A Novel Exploit Leveraging URL Fragments To Deceive AI Browsers

A Novel Exploit Leveraging URL Fragments To Deceive AI Browsers

Security researchers at Cato CTRL have uncovered HashJack. This innovative indirect prompt-injection attack hides harmful commands in the fragment portion of URLs after the “#” symbol.

This technique turns trusted websites into weapons against AI browser assistants like Perplexity’s Comet, Microsoft’s Copilot in Edge, and Google’s Gemini in Chrome.

How The Attack Unfolds

HashJack exploits a core web standard: URL fragments are processed entirely in the browser and never reach servers, evading IDS/IPS, CSP rules, and network logs.

When an AI browser loads the page and users interact with the embedded assistant say, by asking about services the full URL, including the hidden fragment, is added to the LLM’s context window.

This triggers injected instructions, altering responses seamlessly as if from the site itself.

The chain involves five steps: crafting the tainted URL, user navigation to the legitimate site, AI assistant activation with page context, fragment injection into the prompt, and malicious execution, such as link insertion or data extraction.

A Novel Exploit Leveraging URL Fragments To Deceive AI Browsers
HashJack in five steps (the attack chain)

In agentic browsers like Comet (version 138.0.7204.158), it escalates: the AI can autonomously fetch attacker endpoints with scraped details such as account numbers or emails.

Non-agentic ones like Copilot (Edge 139.0.3405.102) and Gemini (Chrome 139.0.7258.128) still display phishing links or false information. However, Edge gates clicks, and Chrome often redirects to search results.

Indirect prompt injection differs from direct attacks by embedding commands in external data the model ingests, which poses a rising LLM risk because models lack isolation for untrusted inputs.

Cato tested on demo sites, confirming fragments bypass defenses because packets carry only the base URL.

Cato detailed six scenarios. Callback phishing injects fake support numbers (e.g., WhatsApp links) via queries like “new services?” Data exfiltration in Comet sends profile data to attackers during loan checks.

Misinformation fabricates stock surges; malware guides port openings or SSH key adds; medical pages push wrong dosages; credential theft prompts fake logins.

A Novel Exploit Leveraging URL Fragments To Deceive AI Browsers
URL fragment

Disclosures started July 2025: Perplexity fixed by November 18 after Bugcrowd triage; Microsoft applied patches October 27 with defense-in-depth; Google deemed it “intended behavior” (S4 severity), unresolved as of November 25.

Cato’s SASE platform counters via CASB for AI restrictions, IPS for phishing, and NGAM for malware, despite the client-side nature.

This flaw underscores AI browsers’ reliance on complete URLs, requiring fragment sanitization.

As adoption grows Edge at 274 million users, Comet eyeing millions—prompt guards become essential.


Exercise brief: Return, from the lines below, each one that includes the word "annotation".
------ Data listing ------
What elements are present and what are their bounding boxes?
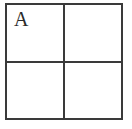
grid-cell-bottom-right: [64, 62, 121, 119]
cell-label-a: A: [14, 9, 28, 29]
two-by-two-grid: A: [5, 3, 123, 120]
grid-cell-top-left: A: [7, 5, 64, 62]
grid-cell-top-right: [64, 5, 121, 62]
figure-canvas: A: [0, 0, 132, 129]
grid-cell-bottom-left: [7, 62, 64, 119]
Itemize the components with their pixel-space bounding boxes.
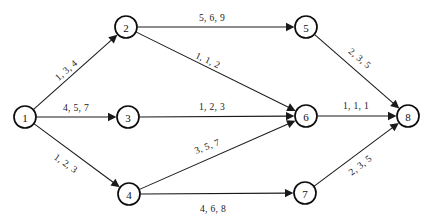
- arrow-head-icon: [389, 123, 398, 131]
- edge-2-to-6: [136, 32, 295, 111]
- edge-4-to-7: [140, 189, 293, 197]
- node-label-text: 6: [303, 111, 309, 123]
- node-label-text: 5: [303, 22, 309, 34]
- edge-2-to-5: [138, 23, 295, 31]
- node-5[interactable]: 5: [295, 16, 317, 38]
- edge-labels-layer: 1, 3, 44, 5, 71, 2, 35, 6, 91, 1, 21, 2,…: [52, 12, 374, 214]
- edge-label-7-to-8: 2, 3, 5: [346, 153, 373, 178]
- arrow-head-icon: [108, 113, 117, 121]
- edge-label-text: 2, 3, 5: [346, 45, 373, 70]
- node-label-text: 1: [22, 112, 28, 124]
- edge-line: [34, 39, 113, 109]
- arrow-head-icon: [285, 189, 294, 197]
- edge-7-to-8: [314, 123, 399, 186]
- edge-5-to-8: [315, 35, 400, 109]
- edge-label-text: 4, 5, 7: [63, 102, 89, 113]
- edge-4-to-6: [140, 120, 296, 189]
- edge-label-text: 1, 3, 4: [53, 57, 80, 82]
- node-label-text: 7: [302, 188, 308, 200]
- node-7[interactable]: 7: [294, 182, 316, 204]
- edge-line: [140, 123, 290, 189]
- node-label-text: 8: [405, 111, 411, 123]
- node-4[interactable]: 4: [118, 183, 140, 205]
- node-label-text: 2: [123, 22, 129, 34]
- edge-3-to-6: [139, 112, 294, 120]
- edge-label-text: 1, 2, 3: [199, 101, 225, 112]
- node-1[interactable]: 1: [14, 106, 36, 128]
- node-8[interactable]: 8: [397, 105, 419, 127]
- edge-label-1-to-2: 1, 3, 4: [53, 57, 80, 82]
- edge-label-2-to-5: 5, 6, 9: [199, 12, 225, 23]
- edge-label-text: 4, 6, 8: [200, 203, 226, 214]
- edge-line: [140, 193, 286, 194]
- graph-canvas: 12345678 1, 3, 44, 5, 71, 2, 35, 6, 91, …: [0, 0, 434, 224]
- node-6[interactable]: 6: [295, 105, 317, 127]
- arrow-head-icon: [286, 112, 295, 120]
- edge-1-to-2: [34, 35, 118, 110]
- arrow-head-icon: [286, 23, 295, 31]
- edge-line: [139, 116, 287, 117]
- edge-line: [136, 32, 289, 108]
- edge-label-1-to-3: 4, 5, 7: [63, 102, 89, 113]
- edge-1-to-4: [34, 124, 120, 187]
- node-label-text: 4: [126, 189, 132, 201]
- node-2[interactable]: 2: [115, 16, 137, 38]
- edge-6-to-8: [318, 112, 397, 120]
- node-3[interactable]: 3: [117, 106, 139, 128]
- edge-label-6-to-8: 1, 1, 1: [343, 100, 369, 111]
- arrow-head-icon: [388, 112, 397, 120]
- edge-label-text: 1, 1, 1: [343, 100, 369, 111]
- edge-line: [314, 127, 393, 186]
- edge-label-3-to-6: 1, 2, 3: [199, 101, 225, 112]
- edge-label-text: 5, 6, 9: [199, 12, 225, 23]
- arrow-head-icon: [110, 179, 119, 187]
- node-label-text: 3: [125, 112, 131, 124]
- edge-label-text: 3, 5, 7: [193, 136, 221, 156]
- edge-label-4-to-7: 4, 6, 8: [200, 203, 226, 214]
- network-diagram: 12345678 1, 3, 44, 5, 71, 2, 35, 6, 91, …: [0, 0, 434, 224]
- edge-1-to-3: [37, 113, 117, 121]
- edge-label-5-to-8: 2, 3, 5: [346, 45, 373, 70]
- edge-label-4-to-6: 3, 5, 7: [193, 136, 221, 156]
- edge-label-text: 2, 3, 5: [346, 153, 373, 178]
- edge-line: [34, 124, 114, 183]
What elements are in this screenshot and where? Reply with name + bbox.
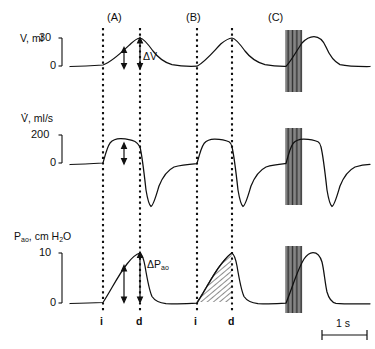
waveform-canvas <box>0 0 375 349</box>
figure-container: (A) (B) (C) V, ml 30 0 V·, ml/s 200 0 Pa… <box>0 0 375 349</box>
panel-label-a: (A) <box>107 12 122 23</box>
axis-label-pressure: Pao, cm H2O <box>14 231 71 243</box>
trace-flow <box>70 139 370 207</box>
axis-label-pressure-subscript: ao <box>21 236 29 243</box>
tick-label-flow-top: 200 <box>31 129 49 140</box>
event-label-d2: d <box>228 316 234 327</box>
panel-label-c: (C) <box>268 12 283 23</box>
axis-label-pressure-units-tail: O <box>63 230 71 242</box>
arrow-flow-amplitude <box>122 143 127 164</box>
axis-label-flow-units: , ml/s <box>28 112 53 124</box>
axis-flow <box>59 135 63 163</box>
tick-label-volume-top: 30 <box>39 32 51 43</box>
arrow-delta-v-main <box>138 38 143 70</box>
event-label-i1: i <box>100 316 103 327</box>
annotation-delta-pao-subscript: ao <box>161 264 169 271</box>
annotation-delta-pao-text: ΔP <box>147 258 161 270</box>
tick-label-pressure-bottom: 0 <box>50 297 56 308</box>
oscillation-bundle-volume <box>286 30 302 92</box>
axis-pressure <box>59 253 63 303</box>
annotation-delta-v: ΔV <box>143 51 157 62</box>
time-scale-bar <box>322 330 367 340</box>
arrow-delta-v-small <box>122 48 127 69</box>
oscillation-bundle-pressure <box>286 246 302 313</box>
annotation-delta-v-text: ΔV <box>143 50 157 62</box>
tick-label-pressure-top: 10 <box>39 247 51 258</box>
arrow-delta-pao-main <box>138 252 143 303</box>
trace-volume <box>70 37 370 67</box>
event-label-i2: i <box>194 316 197 327</box>
overdot-icon: · <box>23 107 27 119</box>
annotation-delta-pao: ΔPao <box>147 259 169 271</box>
arrow-delta-pao-small <box>122 266 127 303</box>
axis-label-flow-symbol: V· <box>21 112 28 124</box>
axis-label-pressure-units: , cm H <box>29 230 59 242</box>
tick-label-flow-bottom: 0 <box>50 157 56 168</box>
panel-label-b: (B) <box>186 12 201 23</box>
axis-label-pressure-symbol: P <box>14 230 21 242</box>
scale-bar-label: 1 s <box>336 318 350 329</box>
event-label-d1: d <box>136 316 142 327</box>
tick-label-volume-bottom: 0 <box>50 60 56 71</box>
axis-label-flow: V·, ml/s <box>21 113 53 124</box>
axis-volume <box>59 38 63 66</box>
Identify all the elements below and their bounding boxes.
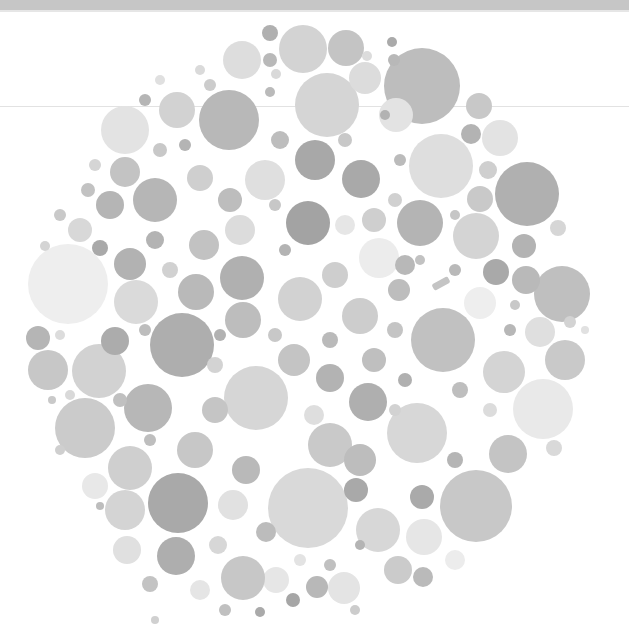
- dot: [220, 256, 264, 300]
- dot: [295, 140, 335, 180]
- dot: [359, 238, 399, 278]
- dot: [108, 446, 152, 490]
- dot: [92, 240, 108, 256]
- dot: [534, 266, 590, 322]
- dot: [81, 183, 95, 197]
- dot: [483, 351, 525, 393]
- dot: [413, 567, 433, 587]
- dot: [406, 519, 442, 555]
- dot: [342, 298, 378, 334]
- dot: [447, 452, 463, 468]
- dot: [139, 94, 151, 106]
- dot: [398, 373, 412, 387]
- dot: [268, 328, 282, 342]
- dot: [512, 266, 540, 294]
- dot: [150, 313, 214, 377]
- dot: [179, 139, 191, 151]
- dot: [513, 379, 573, 439]
- dot: [389, 404, 401, 416]
- dot: [271, 69, 281, 79]
- dot: [294, 554, 306, 566]
- dot: [278, 344, 310, 376]
- dot: [262, 25, 278, 41]
- dot: [483, 259, 509, 285]
- dot: [268, 468, 348, 548]
- dot: [328, 30, 364, 66]
- dot: [55, 445, 65, 455]
- dot: [338, 133, 352, 147]
- dot: [295, 73, 359, 137]
- dot: [218, 188, 242, 212]
- dot: [218, 490, 248, 520]
- dot: [467, 186, 493, 212]
- dot: [495, 162, 559, 226]
- dot: [153, 143, 167, 157]
- dot: [110, 157, 140, 187]
- dot: [581, 326, 589, 334]
- dot: [304, 405, 324, 425]
- dot: [148, 473, 208, 533]
- dot: [157, 537, 195, 575]
- small-mark: [431, 276, 450, 291]
- dot: [349, 383, 387, 421]
- dot: [245, 160, 285, 200]
- dot: [449, 264, 461, 276]
- dot: [452, 382, 468, 398]
- dot: [101, 327, 129, 355]
- dot: [362, 348, 386, 372]
- dot: [68, 218, 92, 242]
- dot: [286, 593, 300, 607]
- dot: [159, 92, 195, 128]
- dot: [232, 456, 260, 484]
- dot: [387, 37, 397, 47]
- dot: [450, 210, 460, 220]
- dot: [349, 62, 381, 94]
- dot: [409, 134, 473, 198]
- dot: [224, 366, 288, 430]
- dot: [48, 396, 56, 404]
- dot: [113, 393, 127, 407]
- dot: [380, 110, 390, 120]
- dot: [190, 580, 210, 600]
- dot: [545, 340, 585, 380]
- dot: [564, 316, 576, 328]
- dot: [101, 106, 149, 154]
- dot: [466, 93, 492, 119]
- dot: [214, 329, 226, 341]
- dot: [207, 357, 223, 373]
- dot: [139, 324, 151, 336]
- dot: [65, 390, 75, 400]
- dot: [306, 576, 328, 598]
- dot: [550, 220, 566, 236]
- dot: [279, 244, 291, 256]
- dot: [269, 199, 281, 211]
- dot: [525, 317, 555, 347]
- dot: [355, 540, 365, 550]
- dot: [335, 215, 355, 235]
- dot: [440, 470, 512, 542]
- dot: [271, 131, 289, 149]
- dot: [54, 209, 66, 221]
- dot: [223, 41, 261, 79]
- dot: [322, 262, 348, 288]
- dot: [202, 397, 228, 423]
- dot: [483, 403, 497, 417]
- dot: [142, 576, 158, 592]
- dot: [350, 605, 360, 615]
- dot: [387, 322, 403, 338]
- dot: [265, 87, 275, 97]
- dot: [82, 473, 108, 499]
- dot: [204, 79, 216, 91]
- dot: [415, 255, 425, 265]
- dot: [324, 559, 336, 571]
- dot: [255, 607, 265, 617]
- dot: [178, 274, 214, 310]
- dot: [453, 213, 499, 259]
- dot: [395, 255, 415, 275]
- dot: [342, 160, 380, 198]
- dot: [479, 161, 497, 179]
- dot: [546, 440, 562, 456]
- dot: [344, 444, 376, 476]
- dot: [445, 550, 465, 570]
- dot: [278, 277, 322, 321]
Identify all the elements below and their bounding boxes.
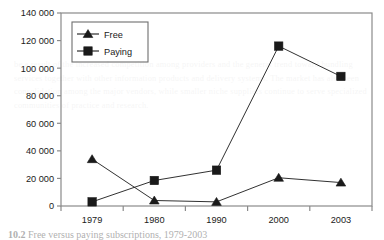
y-axis-tick-label: 20 000 [26, 174, 54, 184]
y-axis: 020 00040 00060 00080 000100 000120 0001… [21, 8, 61, 211]
data-point-marker [87, 155, 97, 163]
x-axis-tick-label: 1979 [82, 215, 102, 225]
legend: FreePaying [72, 22, 148, 62]
line-chart: 020 00040 00060 00080 000100 000120 0001… [0, 0, 384, 240]
y-axis-tick-label: 80 000 [26, 91, 54, 101]
y-axis-tick-label: 120 000 [21, 36, 54, 46]
data-point-marker [275, 42, 283, 50]
series-free [87, 155, 345, 206]
y-axis-tick-label: 100 000 [21, 64, 54, 74]
x-axis-tick-label: 2003 [331, 215, 351, 225]
series-line [92, 159, 341, 202]
x-axis-tick-label: 1990 [206, 215, 226, 225]
x-axis-tick-label: 2000 [268, 215, 288, 225]
data-point-marker [88, 198, 96, 206]
x-axis-tick-label: 1980 [144, 215, 164, 225]
x-axis: 19791980199020002003 [61, 206, 372, 225]
y-axis-tick-label: 40 000 [26, 146, 54, 156]
legend-label: Free [104, 30, 123, 40]
data-point-marker [150, 176, 158, 184]
y-axis-tick-label: 60 000 [26, 119, 54, 129]
legend-marker [84, 47, 92, 55]
y-axis-tick-label: 0 [49, 201, 54, 211]
figure-container: be a result of the increased competition… [0, 0, 384, 240]
legend-label: Paying [104, 47, 132, 57]
series-line [92, 46, 341, 202]
data-point-marker [212, 166, 220, 174]
data-point-marker [274, 173, 284, 181]
data-point-marker [149, 196, 159, 204]
y-axis-tick-label: 140 000 [21, 8, 54, 18]
series-paying [88, 42, 345, 206]
legend-item-paying[interactable]: Paying [77, 47, 132, 57]
data-point-marker [337, 72, 345, 80]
------
Solution below:
annotation-delta-pao-subscript: ao <box>161 264 169 271</box>
annotation-delta-pao-text: ΔP <box>147 258 161 270</box>
annotation-delta-v: ΔV <box>143 51 157 62</box>
annotation-delta-v-text: ΔV <box>143 50 157 62</box>
annotation-delta-pao: ΔPao <box>147 259 169 271</box>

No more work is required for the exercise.